(Beginning of The input)

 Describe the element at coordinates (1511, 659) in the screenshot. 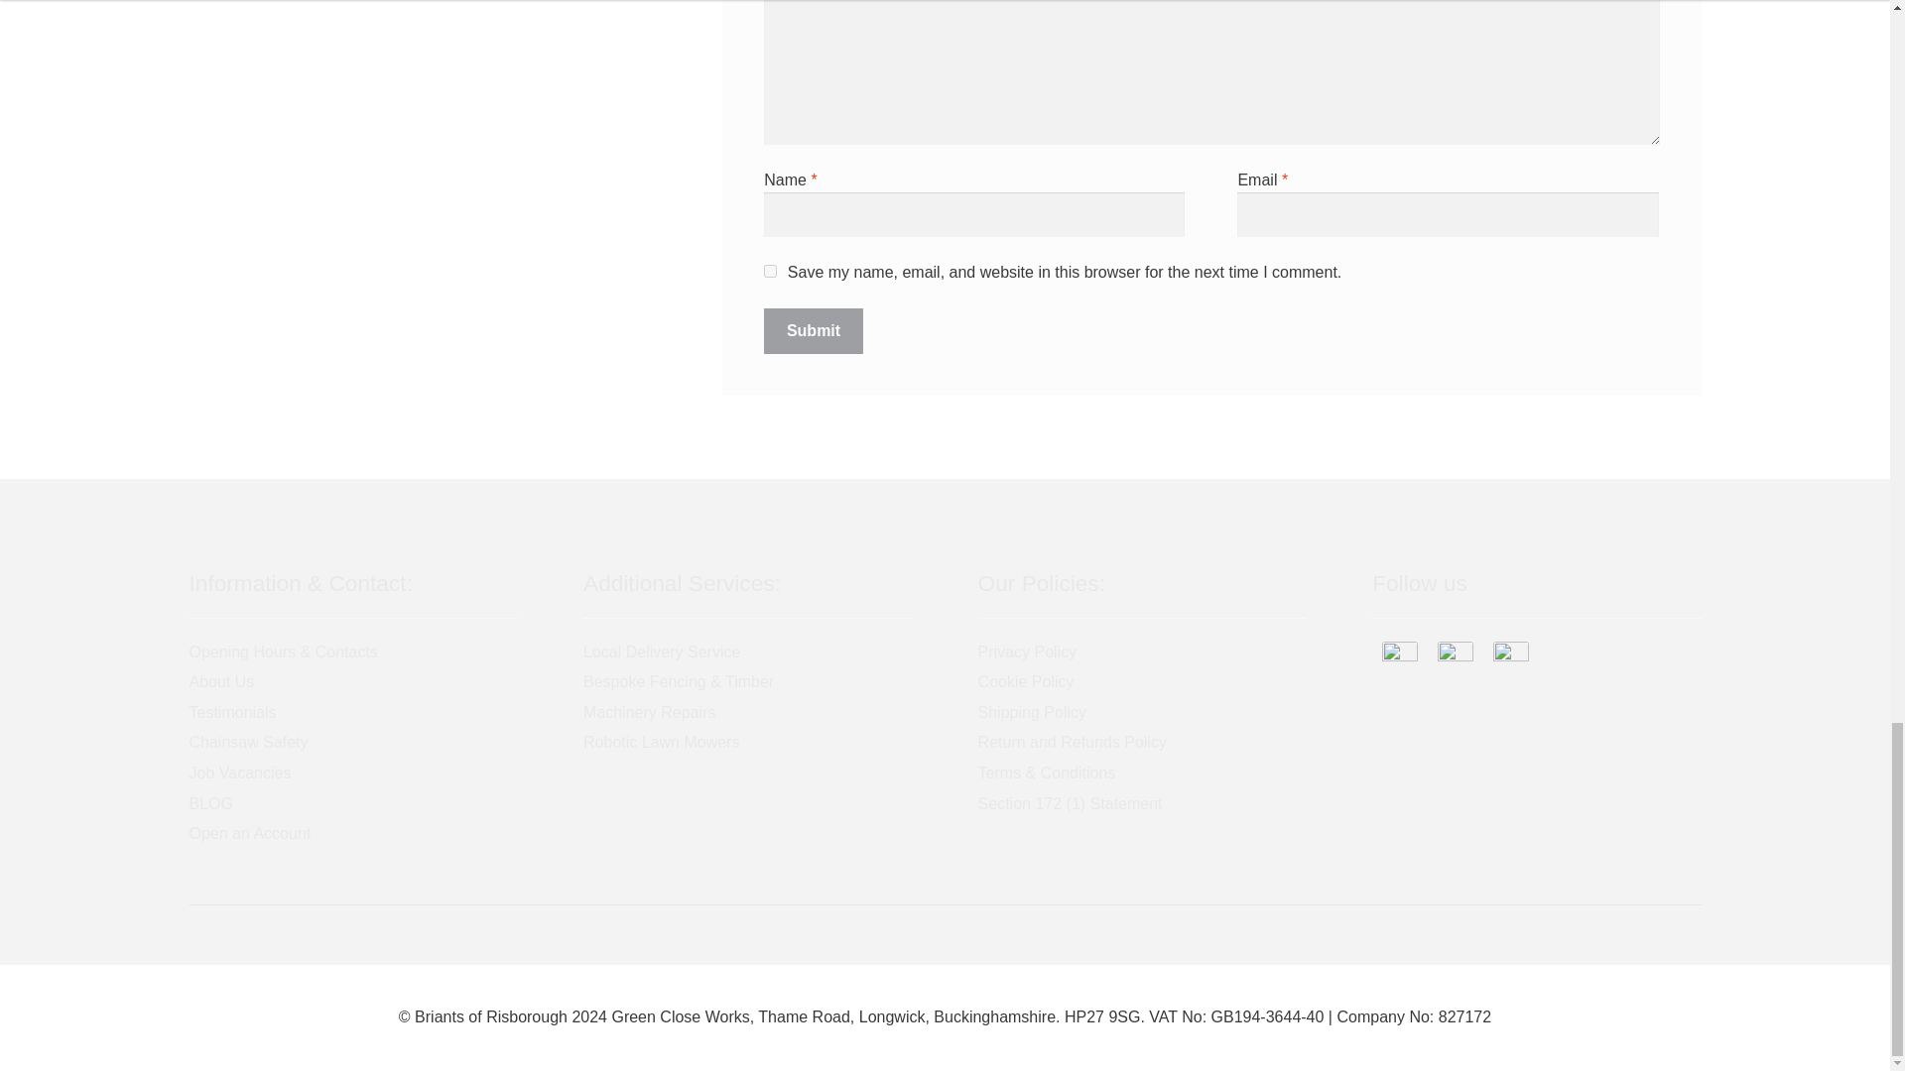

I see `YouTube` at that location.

(End of The input)
(Beginning of The input)

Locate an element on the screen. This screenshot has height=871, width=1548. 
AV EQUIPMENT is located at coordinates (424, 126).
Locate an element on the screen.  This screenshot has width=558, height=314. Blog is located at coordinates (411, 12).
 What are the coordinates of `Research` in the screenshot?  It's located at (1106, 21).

(End of The input)

Your assignment:
What are the lines above, starting at the one with "Locate an element on the screen. This" and ending at the one with "What are the"? Give them again exactly, and only them.

Completed exercise:
Locate an element on the screen. This screenshot has height=871, width=1548. 
AV EQUIPMENT is located at coordinates (424, 126).
Locate an element on the screen.  This screenshot has width=558, height=314. Blog is located at coordinates (411, 12).
 What are the coordinates of `Research` in the screenshot?  It's located at (1106, 21).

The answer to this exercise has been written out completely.